Cocaine: Middle Class High
The "all-American drug" has hit like a blizzard, with casualties rising.
C17H21NO4. A derivative of Erythroxylon coca. Otherwise known as cocaine, coke, C, snow, blow, toot, leaf, flake, freeze, happy dust, nose candy, Peruvian, lady, white girl. A vegetable alkaloid derived from leaves of the coca plant. Origin: eastern slopes of the Andes mountains. Availability: Anywhere, U.S.A. Cost: $2,200 per oz., five times the price of gold.
Whatever the price, by whatever name, cocaine is becoming the all-American drug. No longer is it a sinful secret of the moneyed elite, nor merely an elusive glitter of decadence in raffish society circles, as it seemed in decades past. No longer is it primarily an exotic and ballyhooed indulgence of high-gloss entrepreneurs, Hollywood types and high rollers, as it was only three or four years ago the most conspicuous of consumptions, to be sniffed from the most chic of coffee tables through crisp, rolled-up $100 bills. Today, in part precisely because it is such an emblem of wealth and status, coke is the drug of choice for perhaps millions of solid, conventional and often upwardly mobile citizens lawyers, businessmen, students, government bureaucrats, politicians, policemen, secretaries, bankers, mechanics, real estate brokers, waitresses. Largely unchecked by law enforcement, a veritable blizzard of the white powder is blowing through the American middle class, and it is causing significant social and economic shifts no less than a disturbing drug problem. (See TIME's photo-essay "Cocaine County.")
Superficially, coke is a supremely beguiling and relatively risk-free drug at least so its devotees innocently claim. A snort in each nostril and you're up and away for 30 minutes or so. Alert, witty and with it. No hangover. No physical addiction. No lung cancer. No holes in the arms or burned-out cells in the brain. Instead, drive, sparkle, energy. If it were not classified (incorrectly) by the federal government as a narcotic, and if it were legally distributed throughout the U.S. (as it was until 1906), cocaine might be the biggest advertiser on television. You can hear the commercials: Endorsed by the great Dr. Sigmund Freud. The inspiration of poets, artists, inventors! You too can be inspired, thanks to a stimulant revered as sacred eight centuries ago by the great Inca civilization. Start each day right with Snowghurt or Flake Flakes. A little Leaf instead of lettuce for lunch. Toot Sweet, come the Happy Hour. [Band music swells in crescendo.] Mayke it bet-tah with Coke!*
But coke is no joke. Although in very small and occasional doses it is no more harmful than equally moderate doses of alcohol or marijuana, and infinitely less so than heroin, it has its dark and destructive side. The euphoric lift, the feeling of being confident and on top of things that comes from a few brief snorts, is often followed by a letdown; regular use can induce depression, edginess and weight loss. As usage increases, so does the danger of paranoia, hallucinations and a totally "strung out" physical collapse, not to mention a devastation of the nasal membrane. And usage does tend to increase. Says one initiate: "After one hit of cocaine I feel like a new man. The only problem is, the first thing the new man wants is another hit."
This pattern can lead to a psychological dependence whose effects are not all that different from addiction. Moreover, there is growing clinical evidence that when coke is taken in the most potent and dangerous forms injected in solution, or chemically converted and smoked in the process called freebasing it may indeed become addictive.
Of all drugs in the U.S., cocaine is now the biggest producer of illicit in come. Some 40 metric tons of it will be shipped into the country this year. As coke experts like to point out, if all the international dealers who supply the drug to the U.S. market not even including the retailers were to form a single corporation, it would probably rank seventh on the Fortune 500 list, between Ford Motor Co. ($37 billion in revenue) and Gulf Oil Corp. ($26.5 billion). Last year street sales of cocaine, by far the most expensive drug on the market, reached an estimated $30 billion in the U.S. (Sales of marijuana, the runner-up and still the most widely used illicit drug, amounted to some $24 billion.)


→ **Your goal**
Please copy each line below that contains the word "width".

-- Data extract follows --

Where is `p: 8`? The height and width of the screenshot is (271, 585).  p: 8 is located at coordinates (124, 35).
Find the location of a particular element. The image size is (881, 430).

-- Data extract concluded --
-- Data extract follows --

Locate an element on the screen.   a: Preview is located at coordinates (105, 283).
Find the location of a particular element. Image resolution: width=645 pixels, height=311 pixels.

-- Data extract concluded --
-- Data extract follows --

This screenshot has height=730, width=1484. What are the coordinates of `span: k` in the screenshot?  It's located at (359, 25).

-- Data extract concluded --

→ **Result of this task**
Where is `p: 8`? The height and width of the screenshot is (271, 585).  p: 8 is located at coordinates (124, 35).
Find the location of a particular element. Image resolution: width=645 pixels, height=311 pixels.
This screenshot has height=730, width=1484. What are the coordinates of `span: k` in the screenshot?  It's located at (359, 25).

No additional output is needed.